About the authors: M. Ayhan Kose is the World Bank Group’s deputy chief economist and director of the Prospects Group. Alen Mulabdic is a senior economist in the World Bank’s Prospects Group.
The World Trade Organization’s top decision-making body will have every reason to fret when it meets on Feb. 26. International trade—a key engine of global prosperity since the fall of the Berlin Wall—has ground nearly to a halt and is set to remain anemic in the coming years. In 2023, trade in goods and services expanded by the slenderest of margins—an estimated 0.2%, the slowest pace in 50 years outside of global recessions. It would have declined outright but for the growth of trade in services. Trade in goods shrank roughly 2%—the sharpest contraction during this century outside of a global recession. Trade growth will improve this year but it will still be half the average rate in the decade before the pandemic. In fact, by the end of 2024, global trade will register the slowest half-decade of growth since the 1990s.

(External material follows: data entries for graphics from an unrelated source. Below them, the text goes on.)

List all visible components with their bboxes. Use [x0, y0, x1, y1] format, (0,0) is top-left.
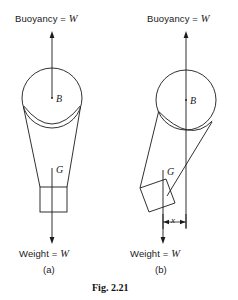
panel-sublabel-a: (a) — [43, 265, 55, 275]
buoyancy-arrow-head-a — [50, 31, 55, 38]
buoyancy-text-b: Buoyancy = — [147, 13, 198, 24]
weight-text-b: Weight = — [130, 248, 168, 259]
buoyancy-label-a: Buoyancy = W — [15, 14, 78, 25]
offset-dimension-label-b: x — [171, 216, 175, 225]
buoyancy-value-a: W — [69, 13, 78, 24]
basket-rect-b — [140, 179, 175, 212]
weight-arrow-head-a — [50, 237, 55, 244]
dim-arrow-head-right-b — [180, 220, 186, 224]
balloon-bottom-arc-a — [24, 106, 80, 124]
balloon-bottom-arc-b — [158, 111, 212, 130]
buoyancy-label-b: Buoyancy = W — [147, 14, 210, 25]
figure-caption: Fig. 2.21 — [92, 282, 128, 293]
buoyancy-arrow-head-b — [184, 31, 189, 38]
weight-text-a: Weight = — [19, 248, 57, 259]
point-b-marker-a — [51, 97, 53, 99]
weight-arrow-head-b — [161, 237, 166, 244]
gravity-center-label-a: G — [56, 165, 63, 175]
dim-arrow-head-left-b — [164, 220, 170, 224]
gravity-center-label-b: G — [167, 167, 174, 177]
panel-a-geometry — [22, 31, 82, 244]
weight-value-a: W — [60, 248, 69, 259]
weight-value-b: W — [171, 248, 180, 259]
skirt-right-b — [167, 122, 212, 196]
point-b-marker-b — [185, 99, 187, 101]
weight-label-b: Weight = W — [130, 249, 180, 260]
panel-sublabel-b: (b) — [155, 265, 167, 275]
buoyancy-text-a: Buoyancy = — [15, 13, 66, 24]
figure-canvas: Buoyancy = W B G Weight = W (a) Buoyancy… — [0, 0, 238, 300]
panel-b-geometry — [140, 31, 216, 244]
basket-rect-a — [40, 187, 67, 212]
weight-label-a: Weight = W — [19, 249, 69, 260]
skirt-left-b — [140, 112, 159, 188]
buoyancy-center-label-a: B — [56, 94, 62, 104]
buoyancy-center-label-b: B — [190, 96, 196, 106]
buoyancy-value-b: W — [201, 13, 210, 24]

That is an ill omen for people’s living standards everywhere. The rapid expansion of global trade after 1990 enabled one billion people to escape extreme poverty. It souped up growth in developing economies, enabling many of them to narrow the income gap with wealthier economies. During the first decade of this century, per-capita incomes in developing economies grew 3.5 percentage points faster than in developed economies. Trade also sped up the diffusion of technology, contributing to productivity growth across the world.
Yet memories are short. Today, misguided populism in many countries is doing serious damage to global trade. Many countries have lost their appetite for new trade agreements. In the 2020s so far, an average of just five agreements have been signed each year—less than half the rate of the 2000s. Their appetite for trade restrictions, meanwhile, seems insatiable. In 2023 nearly 3,000 trade restrictions were imposed across the world—roughly five times the number in 2015. Not surprisingly, the protracted weakness in trade has coincided with a pronounced slowdown in investment.
What should be done? A good start for the global community would be to strengthen the rules-based international order. Policymakers should seek opportunities to reaffirm fundamental principles: the need to lower trade barriers, avoid distortive domestic policies, and build a broad and level playing field for international commerce. More specifically, they need to support the WTO to deliver on its mandate. Expectations for this month’s WTO meeting are understandably modest, but it presents another important opportunity to advance the trade agenda.
At the national level, it’s time for countries to ditch their infatuation with trade restrictions—their long-term costs are often much larger than the short-term benefits they might bring. Recent trade restrictions have shifted the pattern of interdependence among countries only slightly. For example, following the trade dispute between the U.S. and China, countries that witnessed faster export growth to the U.S. between 2017 and 2022 also saw significant growth in their imports from China. The main result of trade restrictions is usually higher prices because supply chains become longer and more complex than they otherwise would be.
Benign-sounding ideas like “friend-shoring” and “near-shoring” also have the potential to be counterproductive. These policies may be motivated by understandable desires to protect supply chains. The reality is that diversified global supply chains are a source of resilience more than vulnerability. Over the longer term, efforts to curtail global supply chains are likely to weaken potential growth—by limiting international technology diffusion, reducing efficiency, and raising costs. Policymakers impeding cross-border trade are shooting themselves in the foot.
It is time, moreover, for countries to resume efforts to expand trade agreements. Even in an uncertain global environment for trade, some countries were able to sign significant new agreements. The African Continental Free Trade Area, which took effect in May 2019 with 22 signatories, has since expanded to include 47 countries as of this month. This is the largest free-trade area by the number of participating countries. It has an ambitious goal: creating a single market for goods and services in the region.
Over the past year, the global economy has performed just well enough for governments—and consumers—to take the benefits of international trade for granted. A global recession was averted, largely because of the strength of the U.S. economy and a few large emerging economies. Yet global growth is projected to slow for the third year in a row. The major engines of the global economy—advanced economies and China—will experience weaker growth this year. Attacks on commercial vessels transiting the Red Sea and drought in Panama have disrupted two of the world’s crucial shipping routes.
Governments everywhere would be wise to redouble their efforts to rejuvenate global trade. That means reducing trade-policy uncertainty, seeking new avenues to expand cross-border trade, and restoring the rules-based global trading system.